Tuesday, June 9, 2015

Pay now or Later? Early Method Development and Phase-Appropriate Validation-Considerations and Issues for Pharmaceutical Drug Development


By Harley Everett Wilcox, MBA
Senior Scientific Advisor
ABC Laboratories
www.abclabs.com

I do not know an explicit percentage, but I would guess roughly 30% - 50% of early purity methods for drug products have issues prior to phase II clinical.  The issue often observed include:

• New chromatographic peaks showing up in the drug product during stability
 Peaks migrating, or moving around over time
 System Suitability issues over time

Often, minimal efforts are put into early HPLC methods as the drug product may change and extra efforts would appear to be not useful and down-right costly.  In addition, time-lines are often tight. Additional method development efforts suggested for methods supporting phase one studies should be in concert with the established specifications and thus the issue.  Drug product specifications are required for release and stability monitoring and typical determined as the IND nears. If little is known about a new formulation, degradation profiles, and purity of lab/engineering, batches how does one determine purity specifications? Often, ICH guidelines or drug substance data are referenced for total impurities of NMT 2% and no unknown impurity greater than 0.2% represent typical specifications. OK, now we have specifications and we validate the early development methods as phase appropriate conducting minimal accuracy, linearity, precisions, stability of solution, LOD and LOQ.  We stay away from robustness, intermediate precisions, and complete specificity which would could be completed probably in a few weeks. Why do phase appropriate? Again, as things may change the cost would be sunk.
Often and unfortunately, either at release or during stability the analyst will encounter an investigation as the product does not meet specification because of:

 New peaks > unknowns specification
 New peaks, or higher than expected impurities from early manufacturing

Drug developers will exclaim ‘those unknowns are very likely excipient or excipients related’ and thus not a real OOS, or ‘I thought the method was validated’.  However, as the unknown peaks move around from run to run, and often have insufficient resolution from known active impurities, more work is necessary to confirm the unknowns as excipients or not. Typically, this requires evaluating placebo, placebo on stability, stressed excipients and possible some excipient drug compatibility studies. Gains made from the savings for early development/phase appropriateness are lost and unless more efforts are applied to understand the method, we may revisit costly investigations in the future.  The message—it is most cost effective to insure that methods and specifications are compatible and or conduct appropriate studies during method development to understand degradents and representative impurity levels.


» What this task involves:
Copy out every line in the entries below that includes "forest".

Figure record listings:

--- START ---

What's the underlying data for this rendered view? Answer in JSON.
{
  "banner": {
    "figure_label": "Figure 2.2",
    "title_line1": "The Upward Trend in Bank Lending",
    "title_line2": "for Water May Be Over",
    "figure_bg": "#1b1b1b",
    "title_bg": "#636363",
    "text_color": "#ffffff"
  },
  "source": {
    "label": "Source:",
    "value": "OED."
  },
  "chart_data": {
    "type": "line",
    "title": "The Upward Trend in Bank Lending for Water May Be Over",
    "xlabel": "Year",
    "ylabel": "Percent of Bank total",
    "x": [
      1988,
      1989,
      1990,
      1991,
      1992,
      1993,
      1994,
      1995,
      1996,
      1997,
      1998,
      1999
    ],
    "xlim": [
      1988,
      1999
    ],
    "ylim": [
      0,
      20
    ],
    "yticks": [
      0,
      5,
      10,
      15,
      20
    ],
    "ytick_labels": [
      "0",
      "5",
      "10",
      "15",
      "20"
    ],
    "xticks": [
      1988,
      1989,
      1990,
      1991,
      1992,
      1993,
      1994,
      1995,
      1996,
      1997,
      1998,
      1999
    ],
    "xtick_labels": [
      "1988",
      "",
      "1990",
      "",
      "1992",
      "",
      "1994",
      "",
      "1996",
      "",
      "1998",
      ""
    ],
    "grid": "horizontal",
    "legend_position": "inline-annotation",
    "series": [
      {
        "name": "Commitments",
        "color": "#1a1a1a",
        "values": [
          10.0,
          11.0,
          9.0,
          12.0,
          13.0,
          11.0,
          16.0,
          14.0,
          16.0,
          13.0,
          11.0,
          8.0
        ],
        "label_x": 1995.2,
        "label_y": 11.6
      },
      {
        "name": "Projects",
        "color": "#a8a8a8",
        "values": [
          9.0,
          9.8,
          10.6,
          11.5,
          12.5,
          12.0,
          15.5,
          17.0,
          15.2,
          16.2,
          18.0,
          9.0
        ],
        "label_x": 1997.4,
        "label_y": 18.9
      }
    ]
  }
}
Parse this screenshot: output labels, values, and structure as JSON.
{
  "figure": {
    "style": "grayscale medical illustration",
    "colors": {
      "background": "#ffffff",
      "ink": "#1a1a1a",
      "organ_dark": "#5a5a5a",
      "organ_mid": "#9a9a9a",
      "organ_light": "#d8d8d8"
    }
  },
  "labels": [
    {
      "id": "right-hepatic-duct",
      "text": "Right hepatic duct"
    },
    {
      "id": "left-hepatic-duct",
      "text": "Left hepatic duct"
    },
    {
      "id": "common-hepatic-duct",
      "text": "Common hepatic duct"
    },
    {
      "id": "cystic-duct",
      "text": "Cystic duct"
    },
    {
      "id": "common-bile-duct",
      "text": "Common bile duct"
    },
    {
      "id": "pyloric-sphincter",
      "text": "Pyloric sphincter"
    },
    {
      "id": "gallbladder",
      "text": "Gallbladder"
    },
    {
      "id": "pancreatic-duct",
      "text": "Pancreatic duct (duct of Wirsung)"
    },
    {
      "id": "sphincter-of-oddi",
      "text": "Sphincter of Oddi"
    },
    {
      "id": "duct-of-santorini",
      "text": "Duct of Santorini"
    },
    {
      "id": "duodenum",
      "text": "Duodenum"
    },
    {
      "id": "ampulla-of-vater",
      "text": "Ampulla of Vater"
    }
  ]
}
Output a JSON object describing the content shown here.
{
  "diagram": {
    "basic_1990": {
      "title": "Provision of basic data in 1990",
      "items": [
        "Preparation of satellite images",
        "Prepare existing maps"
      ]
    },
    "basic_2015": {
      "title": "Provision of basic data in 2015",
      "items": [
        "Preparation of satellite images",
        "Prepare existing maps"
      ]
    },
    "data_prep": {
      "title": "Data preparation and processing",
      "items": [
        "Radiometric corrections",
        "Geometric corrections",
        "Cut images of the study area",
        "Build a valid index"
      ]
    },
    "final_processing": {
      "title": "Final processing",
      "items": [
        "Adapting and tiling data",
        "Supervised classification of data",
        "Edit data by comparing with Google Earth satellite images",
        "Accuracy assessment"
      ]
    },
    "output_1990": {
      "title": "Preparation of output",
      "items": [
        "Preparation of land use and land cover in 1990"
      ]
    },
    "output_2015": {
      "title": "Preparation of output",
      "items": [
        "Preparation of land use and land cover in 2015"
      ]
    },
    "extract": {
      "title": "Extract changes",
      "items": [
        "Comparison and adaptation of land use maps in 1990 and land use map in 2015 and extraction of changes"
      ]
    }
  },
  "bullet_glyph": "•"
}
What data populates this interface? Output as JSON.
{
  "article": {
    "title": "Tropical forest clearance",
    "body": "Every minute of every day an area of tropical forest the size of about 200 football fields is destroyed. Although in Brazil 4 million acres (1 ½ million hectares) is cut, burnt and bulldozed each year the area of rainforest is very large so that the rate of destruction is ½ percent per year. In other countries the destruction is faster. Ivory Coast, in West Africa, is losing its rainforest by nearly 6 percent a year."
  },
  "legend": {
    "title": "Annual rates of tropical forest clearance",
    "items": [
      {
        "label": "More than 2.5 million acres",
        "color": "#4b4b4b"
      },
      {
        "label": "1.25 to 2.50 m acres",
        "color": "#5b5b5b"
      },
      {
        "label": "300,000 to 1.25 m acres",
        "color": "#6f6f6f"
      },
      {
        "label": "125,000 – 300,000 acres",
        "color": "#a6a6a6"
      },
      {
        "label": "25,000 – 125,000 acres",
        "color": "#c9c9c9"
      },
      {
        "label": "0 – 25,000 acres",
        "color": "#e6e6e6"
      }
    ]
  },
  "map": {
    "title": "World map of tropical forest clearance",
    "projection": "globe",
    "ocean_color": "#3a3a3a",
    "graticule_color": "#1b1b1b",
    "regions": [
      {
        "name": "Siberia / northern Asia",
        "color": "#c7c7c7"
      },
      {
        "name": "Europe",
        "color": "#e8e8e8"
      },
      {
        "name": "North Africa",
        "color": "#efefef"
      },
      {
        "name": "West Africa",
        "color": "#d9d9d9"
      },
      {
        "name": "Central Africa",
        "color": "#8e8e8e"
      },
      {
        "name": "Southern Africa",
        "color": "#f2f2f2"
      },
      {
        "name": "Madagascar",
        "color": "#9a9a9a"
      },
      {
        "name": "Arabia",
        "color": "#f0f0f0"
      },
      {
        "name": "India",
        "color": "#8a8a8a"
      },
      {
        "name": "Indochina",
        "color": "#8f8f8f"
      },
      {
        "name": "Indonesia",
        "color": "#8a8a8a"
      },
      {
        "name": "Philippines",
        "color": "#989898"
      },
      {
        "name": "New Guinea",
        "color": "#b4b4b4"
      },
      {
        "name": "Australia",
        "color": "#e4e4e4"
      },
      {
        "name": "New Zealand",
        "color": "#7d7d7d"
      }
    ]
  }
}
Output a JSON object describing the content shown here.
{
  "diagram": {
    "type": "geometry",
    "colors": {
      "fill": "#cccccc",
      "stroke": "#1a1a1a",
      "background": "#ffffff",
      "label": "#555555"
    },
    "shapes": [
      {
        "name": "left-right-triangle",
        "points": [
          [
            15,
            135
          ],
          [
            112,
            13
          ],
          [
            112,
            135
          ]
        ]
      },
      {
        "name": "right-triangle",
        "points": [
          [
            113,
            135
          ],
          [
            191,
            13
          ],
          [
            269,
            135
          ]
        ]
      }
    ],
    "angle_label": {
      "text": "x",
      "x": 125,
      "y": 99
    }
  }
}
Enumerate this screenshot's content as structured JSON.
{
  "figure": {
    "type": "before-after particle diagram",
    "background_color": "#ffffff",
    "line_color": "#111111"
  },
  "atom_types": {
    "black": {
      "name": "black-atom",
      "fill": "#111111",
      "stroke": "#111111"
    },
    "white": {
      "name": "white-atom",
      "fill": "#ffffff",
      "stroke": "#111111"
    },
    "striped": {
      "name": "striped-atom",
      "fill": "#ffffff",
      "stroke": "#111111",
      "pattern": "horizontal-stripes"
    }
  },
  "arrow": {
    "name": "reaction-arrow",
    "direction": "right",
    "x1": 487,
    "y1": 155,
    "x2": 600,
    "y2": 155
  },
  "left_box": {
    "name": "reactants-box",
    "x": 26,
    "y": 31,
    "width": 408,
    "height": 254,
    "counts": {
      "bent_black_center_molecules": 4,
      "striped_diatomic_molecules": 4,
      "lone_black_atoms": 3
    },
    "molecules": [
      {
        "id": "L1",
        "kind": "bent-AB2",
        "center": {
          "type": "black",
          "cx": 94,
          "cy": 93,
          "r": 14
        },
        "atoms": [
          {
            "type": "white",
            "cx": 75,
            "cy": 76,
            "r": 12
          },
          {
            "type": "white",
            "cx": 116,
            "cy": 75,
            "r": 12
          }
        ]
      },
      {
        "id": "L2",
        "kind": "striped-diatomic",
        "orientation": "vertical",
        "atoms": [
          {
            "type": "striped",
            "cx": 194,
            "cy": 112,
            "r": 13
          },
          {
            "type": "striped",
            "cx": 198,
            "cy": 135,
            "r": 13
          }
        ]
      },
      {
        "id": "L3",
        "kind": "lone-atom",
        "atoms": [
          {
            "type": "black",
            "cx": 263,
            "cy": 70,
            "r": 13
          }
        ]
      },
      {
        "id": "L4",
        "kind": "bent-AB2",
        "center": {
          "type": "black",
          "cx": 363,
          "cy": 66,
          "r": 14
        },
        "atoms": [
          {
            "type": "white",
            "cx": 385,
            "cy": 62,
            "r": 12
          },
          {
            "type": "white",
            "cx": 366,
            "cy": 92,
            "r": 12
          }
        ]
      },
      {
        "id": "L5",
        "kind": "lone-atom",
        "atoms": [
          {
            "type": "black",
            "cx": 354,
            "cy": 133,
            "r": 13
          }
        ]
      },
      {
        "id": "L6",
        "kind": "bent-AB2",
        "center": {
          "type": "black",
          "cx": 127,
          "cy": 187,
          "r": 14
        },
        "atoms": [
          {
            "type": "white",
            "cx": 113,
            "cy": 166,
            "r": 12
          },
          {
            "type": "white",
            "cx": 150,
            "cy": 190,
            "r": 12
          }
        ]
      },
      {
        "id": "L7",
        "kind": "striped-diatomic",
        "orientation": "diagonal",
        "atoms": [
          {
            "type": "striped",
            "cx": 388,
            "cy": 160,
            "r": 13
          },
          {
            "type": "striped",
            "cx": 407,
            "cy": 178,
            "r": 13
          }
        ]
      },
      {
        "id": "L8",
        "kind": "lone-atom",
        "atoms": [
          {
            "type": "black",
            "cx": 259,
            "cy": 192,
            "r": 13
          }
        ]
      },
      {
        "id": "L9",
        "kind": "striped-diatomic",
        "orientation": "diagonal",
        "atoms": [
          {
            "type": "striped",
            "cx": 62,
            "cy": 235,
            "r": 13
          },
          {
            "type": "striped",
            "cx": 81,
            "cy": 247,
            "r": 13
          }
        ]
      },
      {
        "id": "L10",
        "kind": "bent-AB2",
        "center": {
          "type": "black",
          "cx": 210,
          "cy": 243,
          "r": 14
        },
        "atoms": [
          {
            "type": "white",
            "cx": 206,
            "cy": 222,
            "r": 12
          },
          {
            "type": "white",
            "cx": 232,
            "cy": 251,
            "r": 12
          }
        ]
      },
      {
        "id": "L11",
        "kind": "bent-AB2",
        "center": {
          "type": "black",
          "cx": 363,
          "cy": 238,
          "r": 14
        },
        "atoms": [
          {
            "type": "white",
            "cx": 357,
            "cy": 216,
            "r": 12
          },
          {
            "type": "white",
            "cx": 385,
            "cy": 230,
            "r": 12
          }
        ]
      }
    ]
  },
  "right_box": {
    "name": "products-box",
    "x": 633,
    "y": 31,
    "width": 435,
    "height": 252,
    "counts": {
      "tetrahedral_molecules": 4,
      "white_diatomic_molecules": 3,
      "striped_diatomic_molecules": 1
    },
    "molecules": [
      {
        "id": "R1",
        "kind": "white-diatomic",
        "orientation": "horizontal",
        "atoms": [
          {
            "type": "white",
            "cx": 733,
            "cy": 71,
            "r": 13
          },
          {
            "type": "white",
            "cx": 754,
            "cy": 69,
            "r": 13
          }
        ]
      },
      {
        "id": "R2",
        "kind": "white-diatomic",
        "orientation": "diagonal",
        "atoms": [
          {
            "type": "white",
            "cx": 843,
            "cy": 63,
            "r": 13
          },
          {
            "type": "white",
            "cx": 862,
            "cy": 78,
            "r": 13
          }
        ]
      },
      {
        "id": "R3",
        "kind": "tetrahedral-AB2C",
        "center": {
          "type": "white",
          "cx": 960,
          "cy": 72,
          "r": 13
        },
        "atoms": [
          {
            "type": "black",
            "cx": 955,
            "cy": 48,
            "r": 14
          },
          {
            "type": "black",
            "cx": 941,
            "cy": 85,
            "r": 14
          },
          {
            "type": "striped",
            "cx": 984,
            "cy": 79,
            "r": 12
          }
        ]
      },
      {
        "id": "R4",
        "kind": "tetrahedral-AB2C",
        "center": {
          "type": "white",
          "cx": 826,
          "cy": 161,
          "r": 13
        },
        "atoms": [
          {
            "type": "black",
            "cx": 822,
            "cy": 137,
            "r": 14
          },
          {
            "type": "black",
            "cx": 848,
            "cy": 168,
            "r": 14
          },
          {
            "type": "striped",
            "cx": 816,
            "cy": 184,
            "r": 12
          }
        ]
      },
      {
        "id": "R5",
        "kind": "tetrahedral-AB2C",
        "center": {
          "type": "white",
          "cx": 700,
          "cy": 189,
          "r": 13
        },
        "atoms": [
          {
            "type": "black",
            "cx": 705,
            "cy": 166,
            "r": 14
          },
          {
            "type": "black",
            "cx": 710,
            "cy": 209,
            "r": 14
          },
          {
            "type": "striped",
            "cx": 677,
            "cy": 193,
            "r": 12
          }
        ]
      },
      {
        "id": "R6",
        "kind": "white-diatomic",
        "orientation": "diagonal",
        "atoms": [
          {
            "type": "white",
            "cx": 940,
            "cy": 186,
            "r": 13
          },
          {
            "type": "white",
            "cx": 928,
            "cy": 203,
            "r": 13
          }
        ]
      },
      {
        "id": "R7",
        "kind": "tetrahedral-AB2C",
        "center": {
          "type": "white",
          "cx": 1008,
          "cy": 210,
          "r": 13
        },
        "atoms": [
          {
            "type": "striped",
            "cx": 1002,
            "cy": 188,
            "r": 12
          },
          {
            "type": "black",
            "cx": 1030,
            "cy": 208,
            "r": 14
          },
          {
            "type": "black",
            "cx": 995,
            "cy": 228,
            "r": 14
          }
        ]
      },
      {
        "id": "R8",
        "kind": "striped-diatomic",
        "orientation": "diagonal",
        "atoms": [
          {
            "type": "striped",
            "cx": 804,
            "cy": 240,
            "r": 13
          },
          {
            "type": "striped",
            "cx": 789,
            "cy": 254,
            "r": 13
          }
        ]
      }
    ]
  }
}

--- END ---

» Answer to the problem:
    "title": "Tropical forest clearance",
    "body": "Every minute of every day an area of tropical forest the size of about 200 football fields is destroyed. Although in Brazil 4 million acres (1 ½ million hectares) is cut, burnt and bulldozed each year the area of rainforest is very large so that the rate of destruction is ½ percent per year. In other countries the destruction is faster. Ivory Coast, in West Africa, is losing its rainforest by nearly 6 percent a year."
    "title": "Annual rates of tropical forest clearance",
    "title": "World map of tropical forest clearance",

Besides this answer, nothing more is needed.